The Guardian reported that Kollakis bought the titles from the Manorial Society of Great Britain, subdivided them into districts and offered them for sale in newspaper adverts. He claimed that the process of splitting and increasing the number of titles, known as subinfudation, was legal, even though it was banned in 1290.

Kollakis actually used forged passports and false names to establish the Institution of Heraldic Affairs.

Eight years ago, the newly named Kallakis emerged on London's property scene and presented himself to commercial lenders, including Allied Irish Banks, as a bona fide developer. He failed to mention the string of failed ventures, including SS Manxman, a floating disco boat moored at West Waterloo Dock in Liverpool, and Dewsbury nightclub Electras.

Kallakis claimed that his company Atlas Management Corporation ran his Pacific Group property investments, which generated considerable rental income.

It was only when Allied Irish Banks conducted an internal review of its property portfolio last year that it uncovered some problems with the paperwork relating to Kallakis's companies.

When presenting the bank with proof that Atlas Management Corporation could repay the interest on any loans, Kallakis included paperwork claiming that a major property company had taken an interest in his mortgaged buildings and had guaranteed a minimum level of income.

It emerged that the paperwork was bogus.
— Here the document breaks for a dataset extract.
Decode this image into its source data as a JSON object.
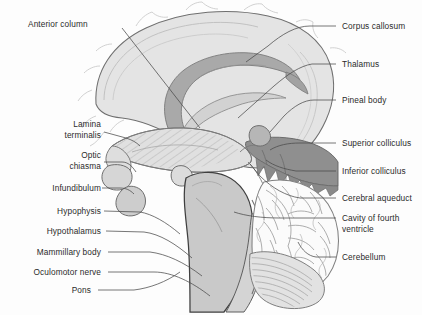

The Serious Fraud Office believes other 'financial institutions have also been deceived by the suspects'. AIB has since sold many of the properties on which the loans were secured, booking a £56 million loss.

Indeed the only beneficiaries from this sorry tale appear to be Westminster Council, who insisted that Kallakis pay £4 million into a fund for affordable housing when he acquired 7-8 St James's Square for £120 million in September last year, and applied for permission to convert the seven storey Thirties office block into eight flats.